Her first pair came Christmas 2010: gold sparkling metallic ballet slippers. She was not yet 2, but they quickly became her prized possession. She wore them every day and even to bed at night until they literally fell apart. Heidi has another pair now, and yesterday I noticed they too have achieved the well-worn beauty of that first precious pair. It reminded me of this:

“Yesterday, I pulled the gold shoes out of the laundry, damp and smashed flat, and I shaped them and propped them, as I always do, on top of the heating vent to await their next wear. But as I held them, fingering the worn toe, no longer gold but worn brownish black, the soles thin as socks from frequent use, I thought of how beautiful they were just like that.

Worn out.

Beautiful because my beloved girl has worn the life out of those shoes.  She has delighted in them. From the moment her not-yet-two-year-old eyes beheld them they were her favorite pair. Worn to bed, to church, to play. In the mud and in the sand, on the sidewalk and on the carpet. Even in her bed.

She wore them out with love.

And I thought of something my pastor said a few months ago, when he attended the funeral of his 100-year-old grandmother. He stood above her lifeless shell and said,

“She wore that body out.”

She used it up, he said. She used up every ounce of her strength and energy, every earthly breath, in loving and serving, ministering and sharing, spreading the message, joy, and hope of our Risen Lord.

She used that body up.

And that reminded me of a funny quirk of mine that just then began to make sense. I love using things up. I don’t know why it gives this odd thrill, but I do. I love using that last drop of milk and tossing the carton, or squeezing out the last bit of toothpaste, squeezing that tube with all I have, or scraping the last bit of peanut butter out of the jar.

I love using things up.

To me, the sight of an empty jar, a worn-out gold slipper, even a lifeless shell of a faithful saint–these things are beautiful.

Because they gave it their all. They were used to the full.

There’s profound beauty in emptiness when it means it was used-up well.

All spent.

And isn’t that the goal of our life? Isn’t it to spend every ounce of our being, to get all used up for the glory of God, storing up treasures in heaven that one day we can enter into that which is truly life, and say,

Yes. It was worth it.

Worth getting holes in the toe. Worth thin soles. Worth getting tired.

Worth wearing out.

May we enter heaven’s gates in glorious exhaustion and hear, just maybe hear, the sweetest words we’ll ever know,

“Well done, good and faithful servant …

enter in to the joy of your master.”

Then maybe cast a crown and join all creation in praise to His name.

Maybe trade in those worn gold slippers to walk barefoot  …

… on streets of gold.”

{May we wear out for Jesus’ sake. Have a blessed week! Thanks for reading.}

2 thoughts on “Heidi’s Gold Shoes”

  1. I love this…the memories. the blessing. the slippers… the writing…. I delight in those little slippers! Please save them.

  2. Thank you for this post. I was just trying to explain to my hubby and some other family members why I prefer for my kids clothes and shoes to get worn out. I don’t like it when they purposely ruin things, but when shoes are worn out from use it makes me feel like I’ve been a good steward of our belongings. It’s hard for me to see the box of shoes my girls hardly ever wore the first two years of their lives. Hazel now has a brown pair of dress shoes with ladies bugs on them that she wears around the house everyday. I love the scuffed toes because they speak to me of pleasure and use.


— Problem details —
State how many lines below hold the word "each". Give that number and no other text.

— Records provided —
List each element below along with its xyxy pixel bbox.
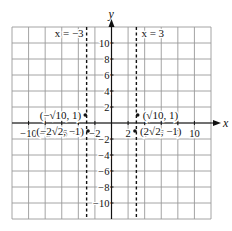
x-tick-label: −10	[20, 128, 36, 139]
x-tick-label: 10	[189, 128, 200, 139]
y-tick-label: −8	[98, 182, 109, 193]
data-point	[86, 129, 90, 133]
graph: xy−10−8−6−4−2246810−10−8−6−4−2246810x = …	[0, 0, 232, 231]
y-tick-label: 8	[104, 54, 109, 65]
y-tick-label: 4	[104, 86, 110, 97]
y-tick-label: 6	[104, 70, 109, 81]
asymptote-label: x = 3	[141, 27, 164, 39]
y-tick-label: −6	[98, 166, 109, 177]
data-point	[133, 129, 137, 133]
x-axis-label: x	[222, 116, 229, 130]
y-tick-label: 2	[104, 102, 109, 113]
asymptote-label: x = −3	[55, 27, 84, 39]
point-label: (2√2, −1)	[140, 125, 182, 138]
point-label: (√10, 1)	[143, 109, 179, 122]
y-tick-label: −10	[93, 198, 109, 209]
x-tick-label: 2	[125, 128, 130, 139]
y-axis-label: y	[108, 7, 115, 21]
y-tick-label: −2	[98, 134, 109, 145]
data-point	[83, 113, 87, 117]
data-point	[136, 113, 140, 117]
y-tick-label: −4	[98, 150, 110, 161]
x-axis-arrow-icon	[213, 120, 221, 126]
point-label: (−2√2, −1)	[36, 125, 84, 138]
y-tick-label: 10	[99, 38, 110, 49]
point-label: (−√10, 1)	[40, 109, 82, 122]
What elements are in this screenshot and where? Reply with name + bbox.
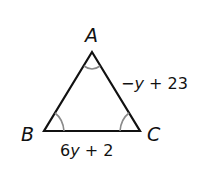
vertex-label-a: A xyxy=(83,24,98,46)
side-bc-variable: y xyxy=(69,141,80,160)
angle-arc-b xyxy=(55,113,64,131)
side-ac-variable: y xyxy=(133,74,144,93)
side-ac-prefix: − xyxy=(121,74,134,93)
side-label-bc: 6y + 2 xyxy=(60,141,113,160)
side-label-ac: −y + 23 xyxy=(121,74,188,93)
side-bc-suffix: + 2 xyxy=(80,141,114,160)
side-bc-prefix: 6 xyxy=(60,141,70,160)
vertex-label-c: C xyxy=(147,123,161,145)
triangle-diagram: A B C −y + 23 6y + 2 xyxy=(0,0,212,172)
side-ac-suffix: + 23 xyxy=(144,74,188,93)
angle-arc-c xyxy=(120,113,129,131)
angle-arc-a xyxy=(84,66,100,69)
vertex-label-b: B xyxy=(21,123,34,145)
--
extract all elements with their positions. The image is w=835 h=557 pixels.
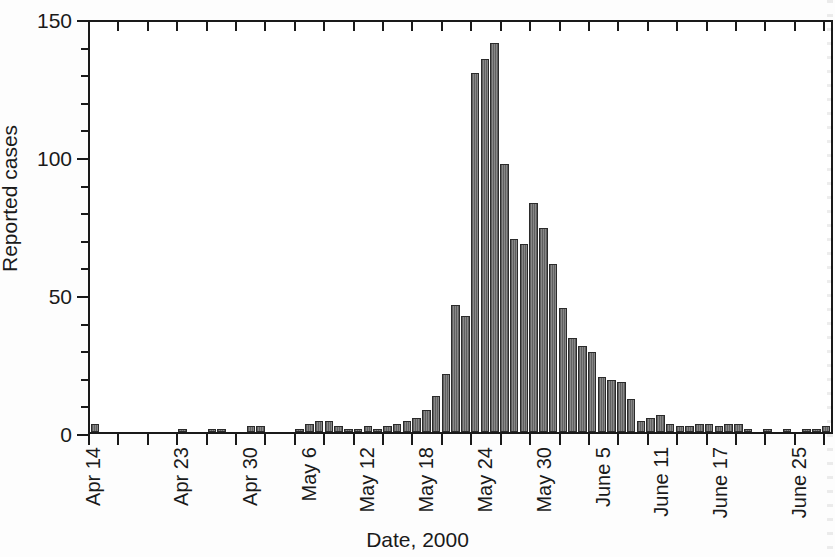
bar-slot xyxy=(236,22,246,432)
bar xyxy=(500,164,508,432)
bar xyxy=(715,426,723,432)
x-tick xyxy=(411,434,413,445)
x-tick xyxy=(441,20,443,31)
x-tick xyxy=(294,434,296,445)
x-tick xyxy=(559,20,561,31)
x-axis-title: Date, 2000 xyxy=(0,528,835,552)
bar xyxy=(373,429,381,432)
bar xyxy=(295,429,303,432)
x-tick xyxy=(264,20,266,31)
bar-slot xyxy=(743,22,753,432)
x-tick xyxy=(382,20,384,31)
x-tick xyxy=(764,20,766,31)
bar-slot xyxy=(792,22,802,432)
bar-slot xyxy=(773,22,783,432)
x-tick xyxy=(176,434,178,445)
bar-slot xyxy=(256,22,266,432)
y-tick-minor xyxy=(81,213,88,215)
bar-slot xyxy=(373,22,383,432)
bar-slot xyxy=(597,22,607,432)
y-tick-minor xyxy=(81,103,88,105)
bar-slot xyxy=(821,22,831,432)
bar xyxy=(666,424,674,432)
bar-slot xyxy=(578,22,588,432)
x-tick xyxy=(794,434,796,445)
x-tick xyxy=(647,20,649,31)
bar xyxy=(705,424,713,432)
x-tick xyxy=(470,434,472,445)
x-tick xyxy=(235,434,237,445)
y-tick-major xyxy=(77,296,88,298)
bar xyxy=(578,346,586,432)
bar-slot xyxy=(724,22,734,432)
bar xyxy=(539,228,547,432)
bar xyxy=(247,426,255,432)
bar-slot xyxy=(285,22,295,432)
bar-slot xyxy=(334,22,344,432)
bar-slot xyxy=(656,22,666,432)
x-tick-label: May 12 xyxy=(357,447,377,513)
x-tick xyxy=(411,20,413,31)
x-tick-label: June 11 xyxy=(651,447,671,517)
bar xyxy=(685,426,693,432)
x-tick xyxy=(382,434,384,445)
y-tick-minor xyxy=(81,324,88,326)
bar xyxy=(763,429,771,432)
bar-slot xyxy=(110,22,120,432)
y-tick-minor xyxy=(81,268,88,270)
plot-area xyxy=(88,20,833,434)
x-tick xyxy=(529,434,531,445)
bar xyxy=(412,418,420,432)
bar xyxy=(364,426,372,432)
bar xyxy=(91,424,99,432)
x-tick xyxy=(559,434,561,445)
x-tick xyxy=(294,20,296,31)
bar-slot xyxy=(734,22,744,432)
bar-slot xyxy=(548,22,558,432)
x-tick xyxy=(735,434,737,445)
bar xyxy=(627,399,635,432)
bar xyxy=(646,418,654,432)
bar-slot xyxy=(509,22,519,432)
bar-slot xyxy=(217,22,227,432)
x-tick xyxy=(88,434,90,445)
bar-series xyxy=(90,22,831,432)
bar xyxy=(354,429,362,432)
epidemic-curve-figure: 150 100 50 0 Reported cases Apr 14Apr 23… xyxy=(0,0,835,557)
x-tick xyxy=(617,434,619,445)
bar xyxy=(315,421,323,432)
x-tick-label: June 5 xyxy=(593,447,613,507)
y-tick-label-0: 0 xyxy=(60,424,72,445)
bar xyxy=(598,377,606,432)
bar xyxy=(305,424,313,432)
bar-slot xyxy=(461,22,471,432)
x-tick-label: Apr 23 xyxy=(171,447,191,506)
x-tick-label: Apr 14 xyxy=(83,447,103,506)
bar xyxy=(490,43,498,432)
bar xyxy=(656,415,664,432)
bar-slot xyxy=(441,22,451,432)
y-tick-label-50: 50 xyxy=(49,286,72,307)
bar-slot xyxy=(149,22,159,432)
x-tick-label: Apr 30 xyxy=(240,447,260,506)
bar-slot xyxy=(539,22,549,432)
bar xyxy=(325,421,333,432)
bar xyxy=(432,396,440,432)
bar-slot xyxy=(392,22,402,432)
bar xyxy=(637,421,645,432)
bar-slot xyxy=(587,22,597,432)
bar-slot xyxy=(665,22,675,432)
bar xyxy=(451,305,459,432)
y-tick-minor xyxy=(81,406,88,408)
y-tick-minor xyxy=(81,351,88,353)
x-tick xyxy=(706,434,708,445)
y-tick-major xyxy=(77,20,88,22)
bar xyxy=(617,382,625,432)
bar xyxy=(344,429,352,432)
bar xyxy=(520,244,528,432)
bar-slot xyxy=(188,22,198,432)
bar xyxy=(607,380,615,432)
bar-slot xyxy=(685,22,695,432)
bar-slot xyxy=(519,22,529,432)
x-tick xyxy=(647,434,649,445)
* * *
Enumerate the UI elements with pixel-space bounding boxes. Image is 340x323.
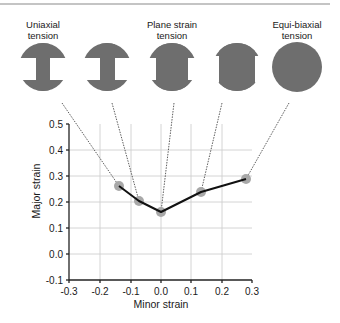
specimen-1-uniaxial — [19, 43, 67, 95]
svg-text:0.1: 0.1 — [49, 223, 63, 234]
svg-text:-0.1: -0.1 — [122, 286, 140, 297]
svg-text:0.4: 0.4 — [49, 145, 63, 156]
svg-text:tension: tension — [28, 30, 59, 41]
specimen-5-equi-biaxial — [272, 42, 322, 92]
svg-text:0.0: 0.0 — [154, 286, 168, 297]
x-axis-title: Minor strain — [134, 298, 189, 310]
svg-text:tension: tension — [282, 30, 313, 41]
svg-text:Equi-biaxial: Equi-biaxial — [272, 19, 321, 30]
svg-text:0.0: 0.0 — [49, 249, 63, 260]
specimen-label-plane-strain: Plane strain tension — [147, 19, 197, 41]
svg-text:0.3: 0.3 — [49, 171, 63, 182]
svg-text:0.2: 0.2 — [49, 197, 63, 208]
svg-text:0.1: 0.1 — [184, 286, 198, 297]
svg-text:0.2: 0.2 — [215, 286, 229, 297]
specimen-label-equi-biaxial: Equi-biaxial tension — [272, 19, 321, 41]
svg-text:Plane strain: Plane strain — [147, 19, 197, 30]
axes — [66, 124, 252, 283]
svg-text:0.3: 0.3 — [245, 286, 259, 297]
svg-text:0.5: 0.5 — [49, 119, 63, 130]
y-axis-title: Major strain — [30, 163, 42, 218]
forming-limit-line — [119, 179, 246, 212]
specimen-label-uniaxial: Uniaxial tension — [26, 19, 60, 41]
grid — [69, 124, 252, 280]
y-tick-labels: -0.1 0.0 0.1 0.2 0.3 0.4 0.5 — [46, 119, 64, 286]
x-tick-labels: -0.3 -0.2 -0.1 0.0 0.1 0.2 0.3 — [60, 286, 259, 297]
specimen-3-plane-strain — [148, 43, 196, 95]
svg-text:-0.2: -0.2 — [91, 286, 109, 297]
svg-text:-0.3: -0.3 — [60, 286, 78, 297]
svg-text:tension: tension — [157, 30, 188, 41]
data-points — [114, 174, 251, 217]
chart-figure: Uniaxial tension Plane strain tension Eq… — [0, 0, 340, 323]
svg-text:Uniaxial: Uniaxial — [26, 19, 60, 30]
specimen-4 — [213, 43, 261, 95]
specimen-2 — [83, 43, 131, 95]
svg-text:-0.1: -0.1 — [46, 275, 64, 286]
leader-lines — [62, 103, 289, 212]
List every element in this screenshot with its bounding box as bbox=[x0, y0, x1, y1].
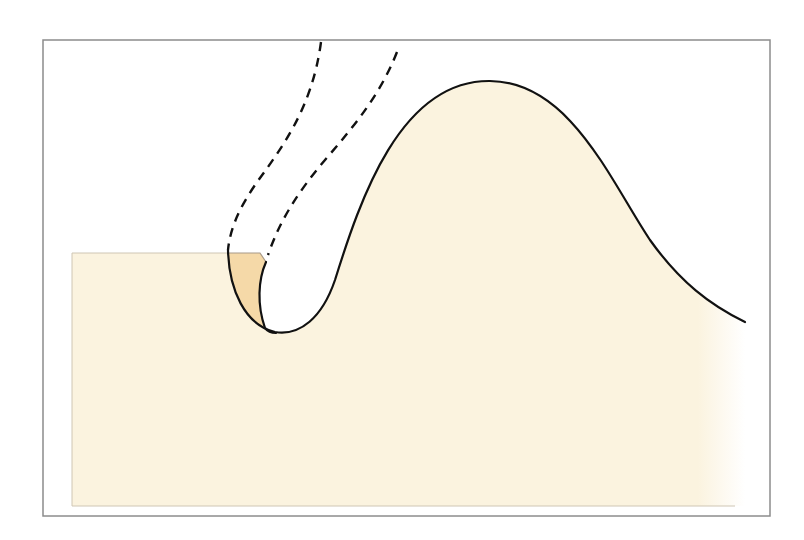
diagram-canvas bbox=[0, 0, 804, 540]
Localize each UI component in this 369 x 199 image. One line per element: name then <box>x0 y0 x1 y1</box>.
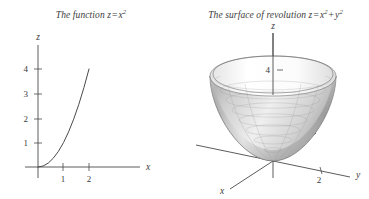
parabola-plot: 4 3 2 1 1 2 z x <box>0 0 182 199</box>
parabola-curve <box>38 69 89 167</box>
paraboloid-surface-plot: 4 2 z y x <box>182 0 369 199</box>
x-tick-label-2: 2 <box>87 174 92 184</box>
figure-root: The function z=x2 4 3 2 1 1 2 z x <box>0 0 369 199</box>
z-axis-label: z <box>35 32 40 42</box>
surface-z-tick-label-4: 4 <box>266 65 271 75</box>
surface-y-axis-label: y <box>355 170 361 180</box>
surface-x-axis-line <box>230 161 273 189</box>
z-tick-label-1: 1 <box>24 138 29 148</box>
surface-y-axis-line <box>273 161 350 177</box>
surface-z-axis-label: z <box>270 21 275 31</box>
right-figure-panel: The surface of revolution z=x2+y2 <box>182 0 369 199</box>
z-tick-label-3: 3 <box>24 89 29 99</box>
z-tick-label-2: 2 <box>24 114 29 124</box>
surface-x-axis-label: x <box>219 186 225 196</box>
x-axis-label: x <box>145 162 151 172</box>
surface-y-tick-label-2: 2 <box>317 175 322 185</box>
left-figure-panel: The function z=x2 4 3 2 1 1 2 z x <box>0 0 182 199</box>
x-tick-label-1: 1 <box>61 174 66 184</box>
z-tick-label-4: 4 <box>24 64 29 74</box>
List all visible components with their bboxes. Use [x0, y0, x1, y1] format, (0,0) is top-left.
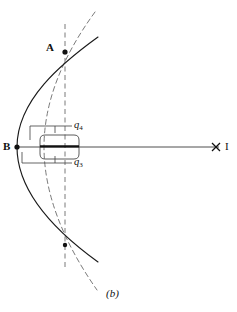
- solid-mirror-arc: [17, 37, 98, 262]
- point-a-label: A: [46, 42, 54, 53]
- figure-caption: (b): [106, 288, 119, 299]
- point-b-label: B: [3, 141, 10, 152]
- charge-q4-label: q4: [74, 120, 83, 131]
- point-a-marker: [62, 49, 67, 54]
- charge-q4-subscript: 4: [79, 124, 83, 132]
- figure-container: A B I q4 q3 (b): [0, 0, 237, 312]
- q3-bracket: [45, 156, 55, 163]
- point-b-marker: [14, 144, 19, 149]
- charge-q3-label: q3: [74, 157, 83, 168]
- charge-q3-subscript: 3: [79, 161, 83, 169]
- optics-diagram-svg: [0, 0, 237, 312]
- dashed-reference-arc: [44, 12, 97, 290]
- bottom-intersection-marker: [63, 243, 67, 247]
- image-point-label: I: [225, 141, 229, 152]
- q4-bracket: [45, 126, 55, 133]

— Exercise result —
2